A proustian moment of a christmas tree remember a close moment with his father.

This is a collection of 16 stories that seem to capture what it is like growing up in Armenia and also the loneliness of modern life. The title story is a nod to the ultimate tale of being alone that of Robinson Crusoe. A series of letters between   Robinson and Friday that then leads to children and their teacher. This gives the tale of being alone a modern twist. Elsewhere there are street chess players. A young boy falls for the local girl of his dreams of her in a sexual way then later on he takes a local girl he has fallen for out she gets drunk he has to go back to the same aunt for some money to bail him out. There are dreams of escape where a young boy reads of Toronto and dreams of escaping there. Mothers trying to sort out their drunk husband by drugging the father to keep him from drinking is observed by a child. In places, the tales feel personal as a number of the characters are called Aram. The most touching was a son whose father is dying remembering the closeness the putting of up of the tree brought him and his father. Who is dying in the hospital he wonders if his father sees a tree there in the hospital and is remembering those moments as well !!

I was embarrassed: how could I ask those boys for more money when they had worked all day like slaves? No, I couldn’t ask them .. What should I do …What should I do ? The thought was born in my head scared me , but the fear felt very pleasent, for the first time I wished to properly feel fear, it was like being run over by a car, when you somehow avoid the blow and manage to calm down afterwards …How I went, I don’t know.. Did I go, did my childhood go? I don’t know. I knocked on the apartment door of number 19 and Lia opened it

Having been made broke by the drunk local beauty he goes to his aunt for some money.
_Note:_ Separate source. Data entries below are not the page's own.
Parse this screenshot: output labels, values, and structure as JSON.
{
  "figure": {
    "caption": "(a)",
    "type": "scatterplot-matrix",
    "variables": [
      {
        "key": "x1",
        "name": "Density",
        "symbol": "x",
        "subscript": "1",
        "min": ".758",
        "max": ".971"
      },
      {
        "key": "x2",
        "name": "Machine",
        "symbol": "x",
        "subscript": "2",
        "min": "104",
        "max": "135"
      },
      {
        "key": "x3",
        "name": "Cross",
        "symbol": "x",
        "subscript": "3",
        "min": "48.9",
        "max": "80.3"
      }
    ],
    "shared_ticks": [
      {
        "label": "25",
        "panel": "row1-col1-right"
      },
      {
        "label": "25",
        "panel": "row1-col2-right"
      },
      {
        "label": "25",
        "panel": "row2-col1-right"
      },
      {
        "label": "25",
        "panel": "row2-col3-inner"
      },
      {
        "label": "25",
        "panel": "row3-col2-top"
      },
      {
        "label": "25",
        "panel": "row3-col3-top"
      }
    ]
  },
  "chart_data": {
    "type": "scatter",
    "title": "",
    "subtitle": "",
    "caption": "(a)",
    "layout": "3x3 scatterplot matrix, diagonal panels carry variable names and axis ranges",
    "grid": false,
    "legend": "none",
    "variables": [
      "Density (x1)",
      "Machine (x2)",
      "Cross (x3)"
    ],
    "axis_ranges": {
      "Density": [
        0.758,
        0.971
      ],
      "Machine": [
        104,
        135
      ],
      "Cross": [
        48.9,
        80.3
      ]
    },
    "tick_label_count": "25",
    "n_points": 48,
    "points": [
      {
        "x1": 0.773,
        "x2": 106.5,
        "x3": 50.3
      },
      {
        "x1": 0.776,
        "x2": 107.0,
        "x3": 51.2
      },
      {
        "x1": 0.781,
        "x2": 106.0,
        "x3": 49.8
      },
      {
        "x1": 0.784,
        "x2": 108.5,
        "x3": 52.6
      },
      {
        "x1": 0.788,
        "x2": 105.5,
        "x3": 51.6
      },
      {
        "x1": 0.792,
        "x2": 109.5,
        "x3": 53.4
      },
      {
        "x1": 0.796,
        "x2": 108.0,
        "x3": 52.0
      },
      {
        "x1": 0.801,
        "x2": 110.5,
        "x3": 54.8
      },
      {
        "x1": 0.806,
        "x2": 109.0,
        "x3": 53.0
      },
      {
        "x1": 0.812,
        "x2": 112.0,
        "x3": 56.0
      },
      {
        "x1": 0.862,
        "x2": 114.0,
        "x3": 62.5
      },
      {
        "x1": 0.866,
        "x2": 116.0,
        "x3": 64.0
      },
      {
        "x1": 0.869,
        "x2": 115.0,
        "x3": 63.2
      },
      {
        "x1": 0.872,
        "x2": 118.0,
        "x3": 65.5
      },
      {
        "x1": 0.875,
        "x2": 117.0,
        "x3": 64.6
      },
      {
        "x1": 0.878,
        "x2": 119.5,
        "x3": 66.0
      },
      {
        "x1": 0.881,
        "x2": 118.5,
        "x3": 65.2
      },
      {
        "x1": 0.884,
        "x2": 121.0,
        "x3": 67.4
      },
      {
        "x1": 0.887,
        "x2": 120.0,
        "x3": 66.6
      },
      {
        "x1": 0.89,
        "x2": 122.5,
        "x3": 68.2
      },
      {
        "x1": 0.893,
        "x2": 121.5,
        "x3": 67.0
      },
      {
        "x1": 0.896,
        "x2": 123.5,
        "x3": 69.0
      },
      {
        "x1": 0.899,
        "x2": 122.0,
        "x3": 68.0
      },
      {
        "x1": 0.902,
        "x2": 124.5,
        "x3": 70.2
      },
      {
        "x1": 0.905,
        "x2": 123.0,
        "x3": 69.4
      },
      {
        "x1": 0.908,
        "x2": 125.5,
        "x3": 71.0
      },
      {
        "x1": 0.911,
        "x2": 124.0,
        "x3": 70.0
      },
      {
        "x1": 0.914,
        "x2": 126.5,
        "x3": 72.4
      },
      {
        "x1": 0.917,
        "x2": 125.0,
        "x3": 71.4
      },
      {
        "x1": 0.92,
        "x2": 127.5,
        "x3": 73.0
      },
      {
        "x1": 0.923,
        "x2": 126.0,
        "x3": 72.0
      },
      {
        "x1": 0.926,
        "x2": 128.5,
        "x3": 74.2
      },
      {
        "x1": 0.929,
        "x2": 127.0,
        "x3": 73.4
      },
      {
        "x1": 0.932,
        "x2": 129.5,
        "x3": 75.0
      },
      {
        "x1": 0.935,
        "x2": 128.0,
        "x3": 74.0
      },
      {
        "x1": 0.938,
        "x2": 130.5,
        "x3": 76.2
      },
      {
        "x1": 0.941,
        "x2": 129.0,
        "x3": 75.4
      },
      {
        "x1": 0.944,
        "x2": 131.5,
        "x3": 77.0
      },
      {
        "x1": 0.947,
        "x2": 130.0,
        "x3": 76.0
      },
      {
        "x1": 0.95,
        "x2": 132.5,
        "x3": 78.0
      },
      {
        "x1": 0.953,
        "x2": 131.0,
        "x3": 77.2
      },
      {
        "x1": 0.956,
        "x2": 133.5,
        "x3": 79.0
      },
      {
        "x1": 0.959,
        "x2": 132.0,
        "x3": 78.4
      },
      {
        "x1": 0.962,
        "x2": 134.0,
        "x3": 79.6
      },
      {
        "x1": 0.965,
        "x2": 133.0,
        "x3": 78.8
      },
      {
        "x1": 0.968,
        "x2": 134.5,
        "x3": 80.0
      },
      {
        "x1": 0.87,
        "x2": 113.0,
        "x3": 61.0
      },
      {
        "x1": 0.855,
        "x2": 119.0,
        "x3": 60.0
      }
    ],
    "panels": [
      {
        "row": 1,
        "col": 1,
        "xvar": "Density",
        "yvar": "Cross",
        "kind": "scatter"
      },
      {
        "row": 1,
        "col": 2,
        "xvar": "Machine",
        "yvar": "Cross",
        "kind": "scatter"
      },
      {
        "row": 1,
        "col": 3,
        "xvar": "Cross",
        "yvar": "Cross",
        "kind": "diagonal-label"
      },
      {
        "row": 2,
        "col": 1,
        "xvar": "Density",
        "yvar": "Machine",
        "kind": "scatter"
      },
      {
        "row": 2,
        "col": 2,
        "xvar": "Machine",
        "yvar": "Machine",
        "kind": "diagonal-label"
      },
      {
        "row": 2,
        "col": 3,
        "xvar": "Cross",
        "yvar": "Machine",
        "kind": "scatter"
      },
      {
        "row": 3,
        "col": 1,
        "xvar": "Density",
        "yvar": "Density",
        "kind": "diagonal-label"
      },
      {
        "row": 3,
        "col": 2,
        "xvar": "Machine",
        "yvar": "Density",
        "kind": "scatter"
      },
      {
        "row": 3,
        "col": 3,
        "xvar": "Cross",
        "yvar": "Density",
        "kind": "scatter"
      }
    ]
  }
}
On the back cover, it says the stories contain the inescapable loneliness of people in the modern world. It is a hard world at times he describes tough times tough people also a world where drink and violence can just bubble below the surface. These are great observational pieces the little everyday things are captured here. The despair of a story like John Cheever swimmer can be seen in this collection the despair in the modern world but also the dreams of past and future at times. This lifts the lid on a hard life and a world that we can be thankful we aren’t in.